Why Decision Intelligence is important for businesses

Traditional decision-making techniques are excellent at assisting firms in analyzing historical data and forecasting the future. Questions such as "What time of year do we sell the most items, and how can we improve marketing and the supply chain to support and expand those sales and our business?" are common in such procedures.

However, today's businesses require more effective decision-making procedures. Decisions nowadays have a broader impact on the business. And data may drive choices in ways they've never been fuelled before.

Organizations may improve their decision-making abilities by using decision intelligence (DI). And there are many of them. Such firms aren't wondering what the data is showing them. And thanks in large part to their data leaders - people who can support a data-centric culture and empower workers to use data in their regular job. They're asking questions like, "What will my consumers want to purchase next year?" and "What will my customers want to buy next year?"

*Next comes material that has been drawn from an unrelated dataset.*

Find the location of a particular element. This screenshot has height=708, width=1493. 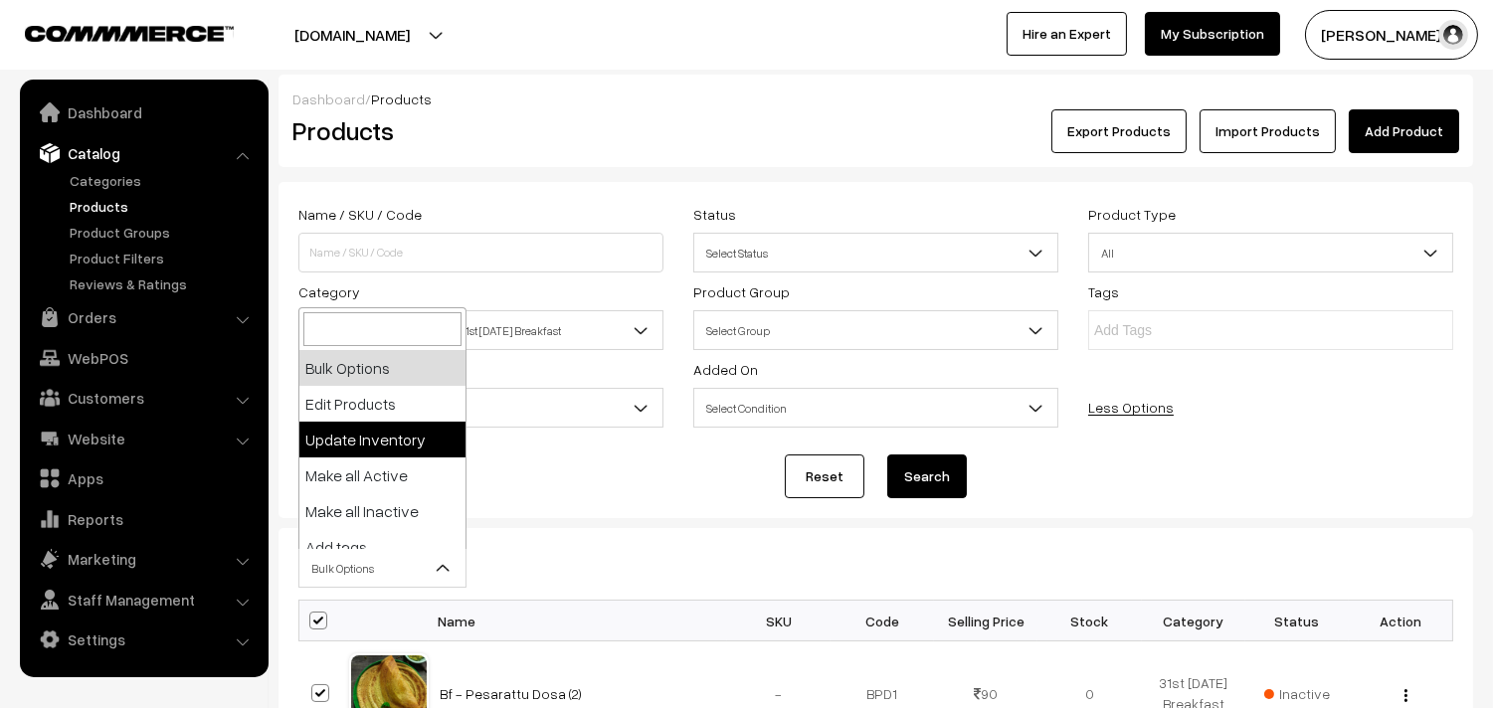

These firms may utilize their decision intelligence models to figure out what data they need to collect and implement tools for evaluating that data. They also make educated choices fast and track the effect of those actions across the organization by asking such questions.

Decision Intelligence does not have "a single umbrella procedure", as Pam Baker recently noted for PCMag.com. You can build totally your data and decision architecture around your business and the questions you want to answer, the data you're collecting, and the technologies you're using (or will utilize).

Regardless of how you implement decision intelligence, you'll continue to collaborate with your team to ask future-oriented questions. And more importantly, determine what data is the requirement to support those choices.

Decision intelligence best practices for data leaders

Adopting the following principles in different areas of your company can help you evolve your decision-making processes with greater intelligence:

  • The main pillars will be relevance, openness, and robustness. You must deploy decision intelligence in such a way that it will have a long-term influence. Gartner advises using models that are more intelligible rather than entirely correct all of the time. Transparency is essential. Concentrate on the long-term viability of cross-organizational choices by developing models based on concepts. It helps to improve traceability, replicability, pertinence, and trustworthiness.
  • Having a global perspective. The worldwide implications of both macro- and micro-decisions should be the major focus of choice intelligence at your firm. Launching a new product, for example, is a macro-decision that will inevitably touch numerous departments. A micro-decision, such as updating an essential message on a website page, must, nonetheless, be assessable for its overall impact. As soon as new analytical habits emerge, you may keep track of them and adopt them. To understand how dependencies and assumptions perform over time, you'll need to keep track of them.
  • Using a cutting-edge intelligence technology stack. Reduce the number of tools you need and make sure they all operate together. It's critical that your tools have two-way communication so you can deliver data feedback regularly and automatically, as well as enhance automated models.

How business leaders can share the vision of Decision Intelligence

Business vision leaders—those driving the overall direction of the business—are instrumental in getting cross-organization support for decision architecture. Here’s how to ensure that the intelligence is applied across decisions and that the effectiveness of decisions for the organization is measured:

  • Keep an eye on the decision-making frameworks. Track how your new choice frameworks affect your business if we define decision intelligence as "the discipline of translating knowledge into improved actions at any size. "Celebrate achievements and collaborate with colleagues throughout the business to enhance procedures as required.
  • Lead with a big picture in mind. Business executives should "ensure that peers and direct reports look at the 'big picture,' the 'Global Outcome,' while constructing a decision model," according to Gartner in a 2020 research titled “Improve Decision Making Using Decision Intelligence Models. ” Even extremely localized decision models should always contribute to the wider picture and be incorporated into an existing decision-making architecture, according to the concept of providing a global outcome."
  • Early on, enlist the help of stakeholders. Include the stakeholders who will be directly impacted by new decision models from the outset, have business executives give input and teach them about the models' transparency, and make sure your models prioritize explainability above aggressive correctness. Because business executives who understand the models are better able to secure buy-in from the rest of the organization.

Dataflake as a source of decision intelligence

Here are some examples of how Dataflake may assist your organization to drive decision intelligence:

  • No-code tools. Transforming highly technical functionalities into visual tools, Dataflake allows users regardless of technical skills to quickly dive into data visualization without the high learning curve when working with SQL and data visualization
  • Advanced data visualization configurations. Convey the details of your data report better by designing your charts and report elements to the details needed. Each element in Dataflake has been designed to solve all complications when detailing a chart to visualize the message you are trying to project through data. 
  • Speed up the time between report development and data evaluation. With faster completion time thanks to Dataflake no-code tools, your teams will be able to eliminate all frictions in the data report process to speed up the delivery time. 
  • Make better data-driven decisions.  Dataflake exceptional data visualization customization helps your organization to quickly understand the bigger picture of the data they’re working with while still being able to analyze into details of all data. Your organization's management will confidently arrive at more accurate decisions without taking up too much time dissecting the report.